More than a dozen insurance agencies offer death and disability insurance packages to migrant workers. In the event of an injury, different amounts are paid based on whether the worker lost a toe, finger, or hand or foot. In the event of death, insurance covers transportation costs up to $800 and the family is paid about $10,000.

In the past decade alone, Nepal, a country of 29 million people, has authorized more than 4 million workers to work abroad – and that number does not include millions more working across its open border with the country. neighboring India.

The Nepalese government has helped bring back about 3,500 bodies over the past five years. Heart-related problems are often cited as the leading cause of death, followed by other illnesses, traffic and workplace accidents, and suicide.

When Mr Yadav’s body finally arrived in Kathmandu, the capital of Nepal, on April 13 – five weeks after his death – the coffin was pushed out on a stretcher from the side gate of the airport terminal, near the entrance. exclusively for migrant workers.

The coffin was then raised to the back of the truck, and the driver, Purna Bhadur Lama, tied the coffin to the left side of the truck with a rope. He began his eight-hour journey, winding and relaxing through the lush hills, to the family village.

Lama has his own migration story: his last stint began in 2006 in Qatar, where he spent only a year and a half.

He said that in 7 years of transporting coffins, he has transported about 1,500 bodies. He gets about $15 per delivery. Depending on the number of bodies arriving, some months he makes around $230, other months $270. It was a solitary job, often with only a dead body in the background. Once, during the height of the pandemic, he drove 500 miles with only one jar of ashes.
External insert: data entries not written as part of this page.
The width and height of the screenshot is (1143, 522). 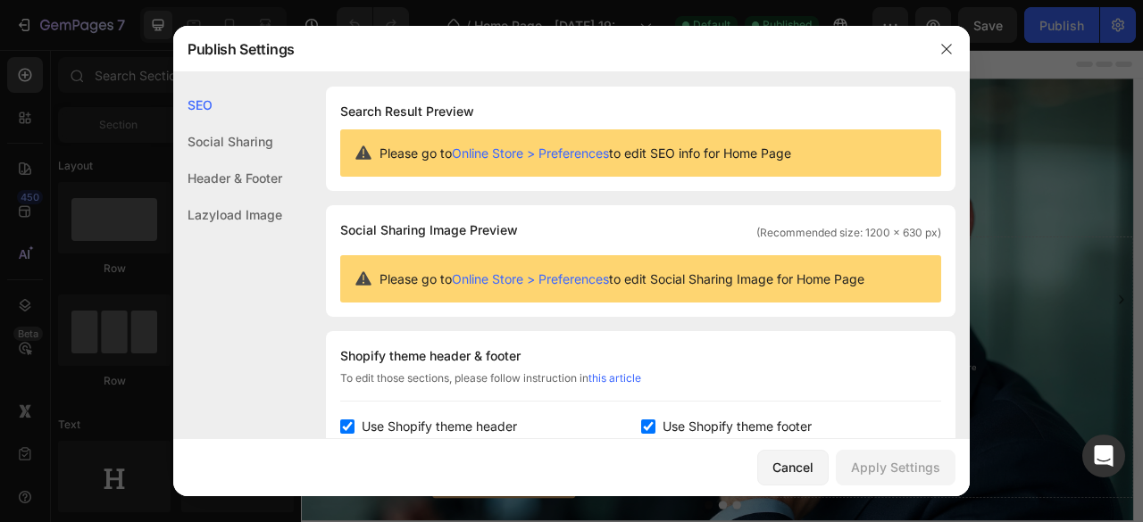 What do you see at coordinates (257, 441) in the screenshot?
I see `p: Professional-grade men's face care formulated with peptides and ceramides. Clinically tested [MED...` at bounding box center [257, 441].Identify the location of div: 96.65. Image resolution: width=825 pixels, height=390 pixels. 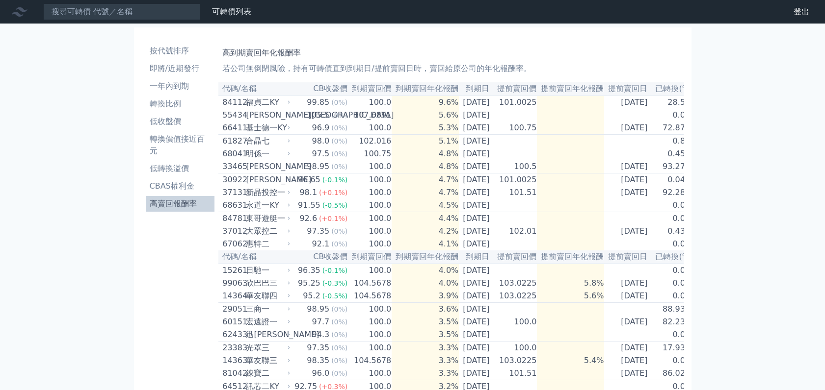
(309, 180). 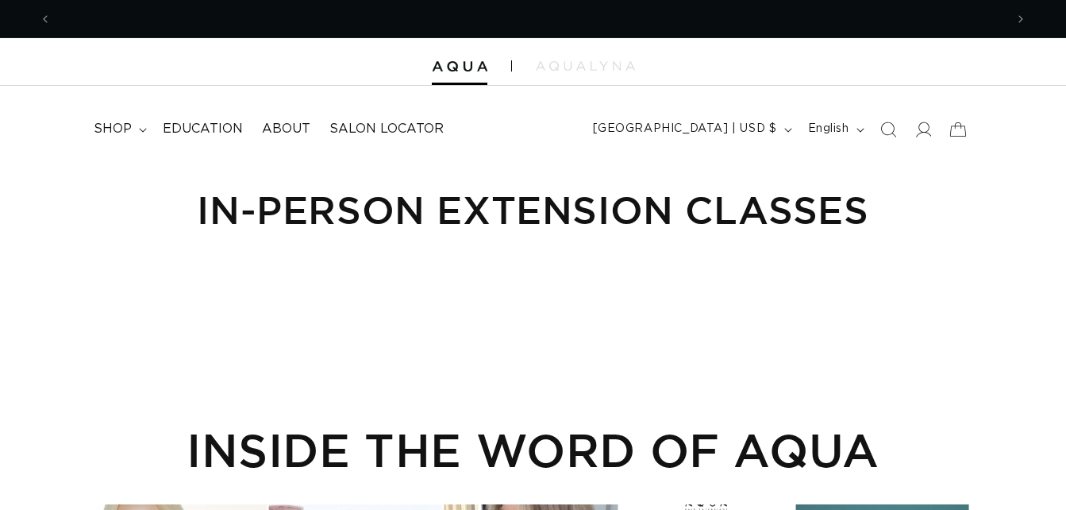 I want to click on summary: Search, so click(x=888, y=129).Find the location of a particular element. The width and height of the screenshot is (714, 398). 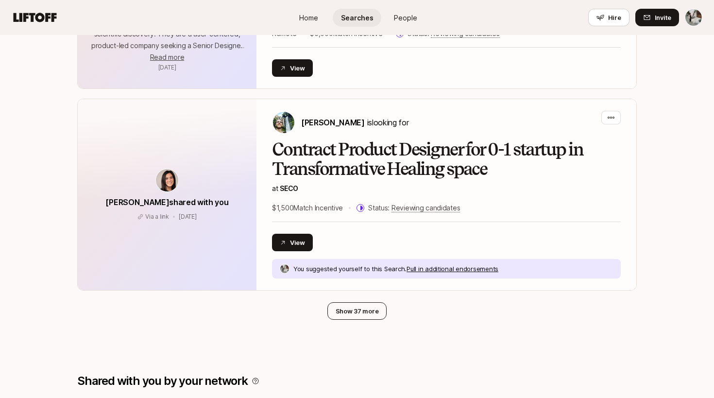

p: Via a link is located at coordinates (157, 217).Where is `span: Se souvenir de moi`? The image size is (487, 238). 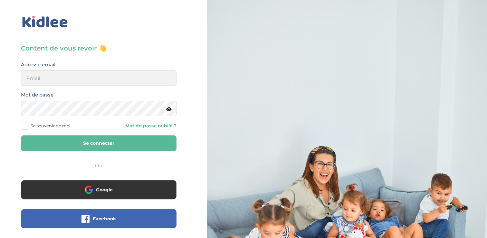
span: Se souvenir de moi is located at coordinates (51, 126). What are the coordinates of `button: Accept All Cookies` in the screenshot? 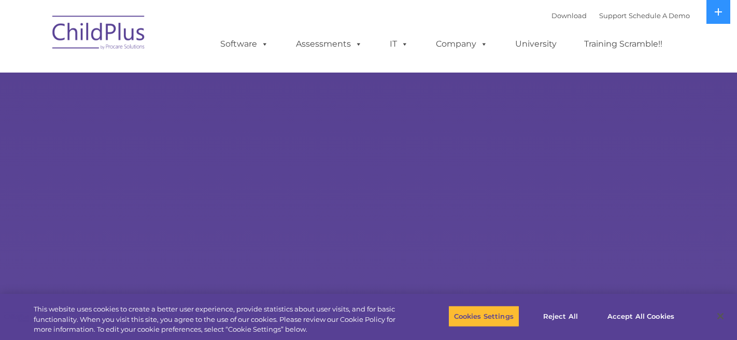 It's located at (641, 316).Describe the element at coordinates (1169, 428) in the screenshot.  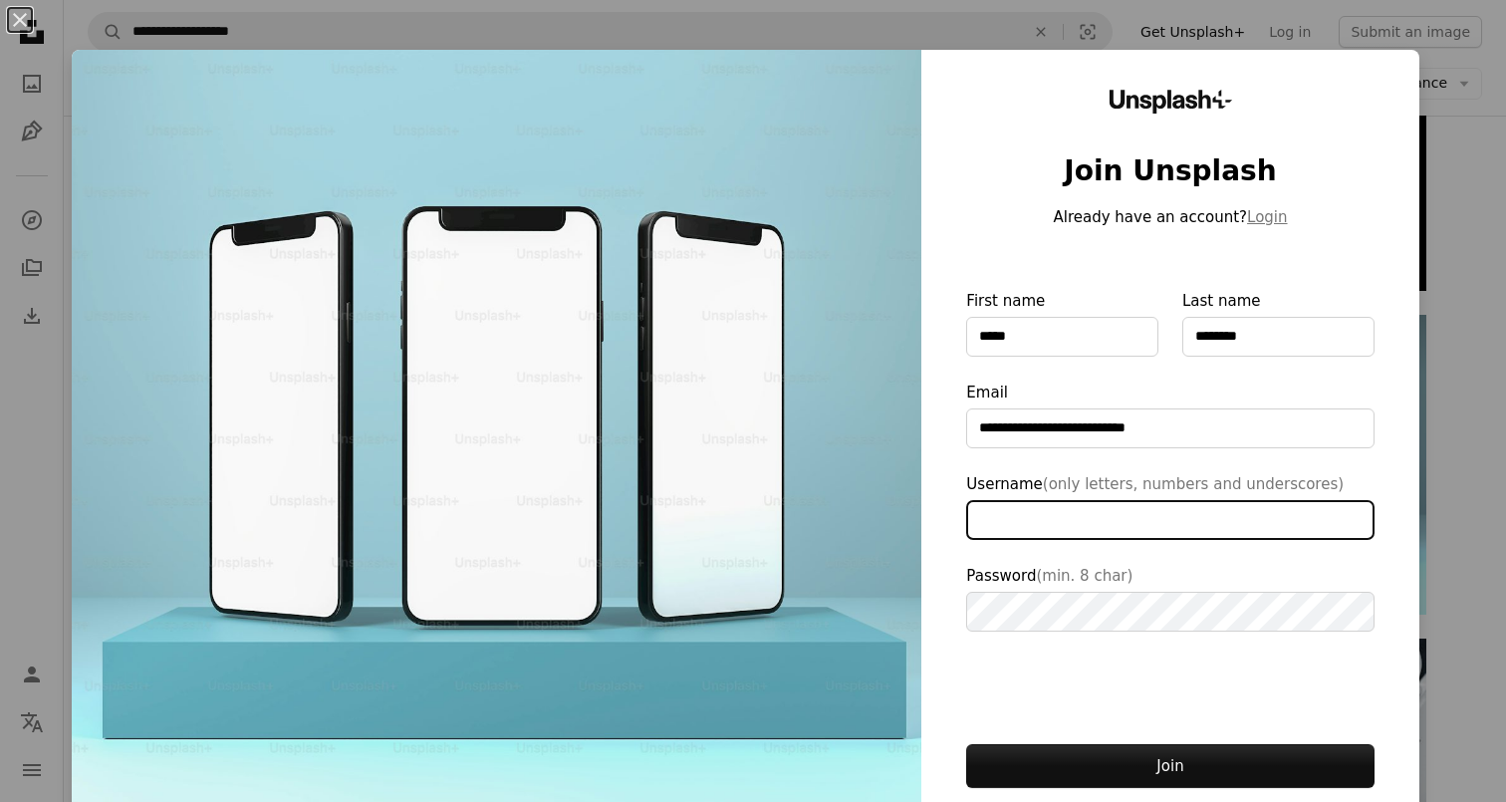
I see `input: Email` at that location.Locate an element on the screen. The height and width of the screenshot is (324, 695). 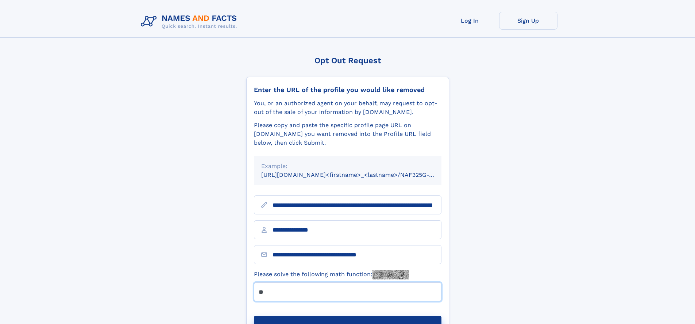
a: Log In is located at coordinates (470, 20).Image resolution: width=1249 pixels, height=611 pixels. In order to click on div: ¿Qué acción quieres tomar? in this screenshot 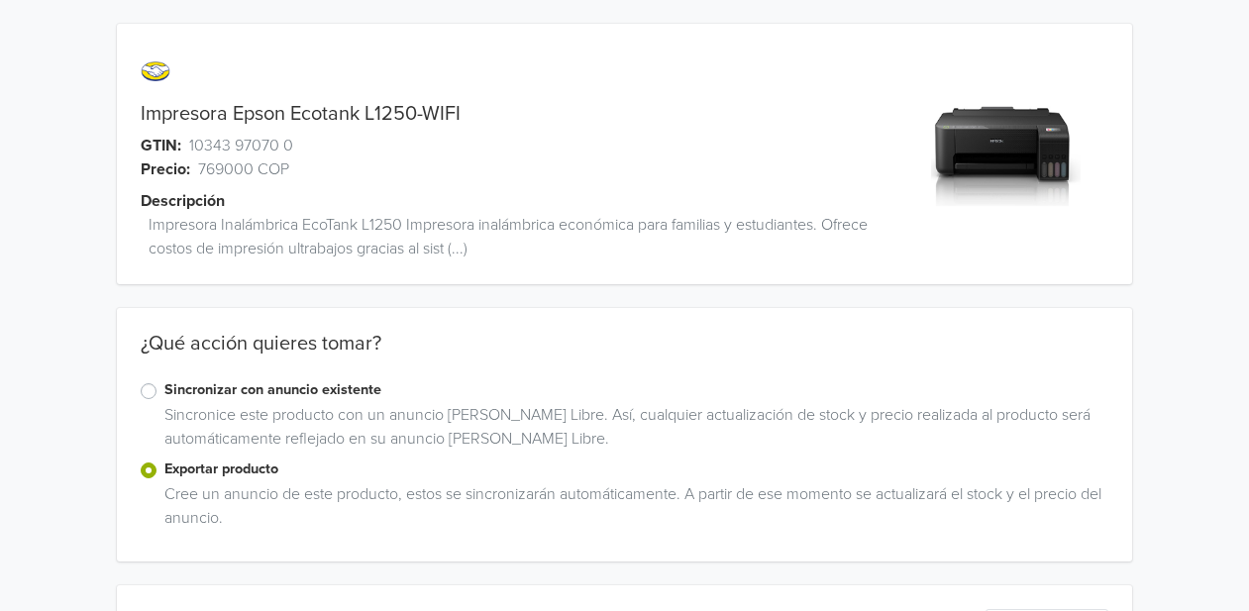, I will do `click(625, 356)`.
After Mr. Lama arrived in the village with Mr. Yadav’s body, Mrs. Yadav cried as she hugged her crying son and daughter.

When the coffin was opened on the riverbank and Mr Yadav’s face was revealed, many villagers covered their noses. A woman moves in to place a kiss.

Finally, the women and children began to leave, their cries fading into the village. The men crouched by the pyre, throwing into the fire any wood they could find, including the lid of the coffin.

Gradually, the riverbank took on a strange feeling – the chirping of crickets and the soft chatter of men waiting for Mr. Yadav’s fire to go out, the flame and its crackling just a speck in the shadow. immense dark.

Mr. Lama, the truck driver, turned around and started the long journey back to Kathmandu. By 9 a.m. the next morning, he had to go to the airport again: another body was coming.

In the months since, the Yadav family’s dream has gone up in smoke.

Most of the roughly $10,000 they receive from insurance is used to cover funeral and cremation costs, and provide food for guests. Creditors in the village continued to knock on Ms. Yadav’s door to demand $20,000 that the family owed.

She was unable to pay six months of tuition for her sons, who feared they would not be allowed to take their final exams if the balance could not be settled.

As usual, the first victim was her daughter Anisha. Ms. Yadav kicked her out of 8th grade at a private school. She returned to the village to live with her mother and attended a public school.

“I used to dream of becoming a doctor. It was also my dream,” Anisha said. “Now, I don’t think my mother can arrange the money to go to medical school.”